The Wall Street Journal reports today on Tennessee’s experiment with health care reform:
In 1994, Tennessee launched an ambitious public insurance program to cover its uninsured. The plan, TennCare, fulfilled that mission but nearly bankrupted the state in the process.
As originally envisioned, the Tennessee plan expanded Medicaid, the government health-care program for the poor, to cover people who couldn’t afford insurance or who had been denied coverage by an insurance company.
With an initial budget of $2.6 billion, TennCare quickly extended coverage to an additional 500,000 people by making access to its plans easy and affordable.

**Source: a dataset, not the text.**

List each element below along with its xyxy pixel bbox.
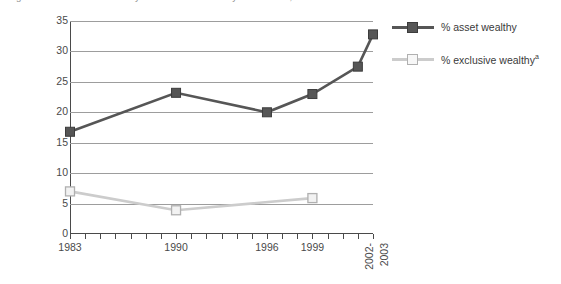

But the program became so expensive that Tennessee was forced to scale it back in 2005.
The lessons from TennCare are clear:
- Don’t rush to “do something” for health care without considering the inherent limits of state policymaking and the damaging impact of higher health care costs, which would result from their changes, on individuals and families and on the numbers of uninsured.
- Recognize that managed care is not some sort of panacea for saving money and that one cannot cut reimbursement of doctors or hospitals without compromising the quality of care.
- Acknowledge that “comprehensive” health benefit packages will not also be “affordable.” In any case, if the legislature wants to provide government assistance, efforts should focus on those who most need the help.
- Realize that the only way to achieve high-quality care at a lower cost is to assure consumer choice so that patients will have a reason to become prudent health care shoppers.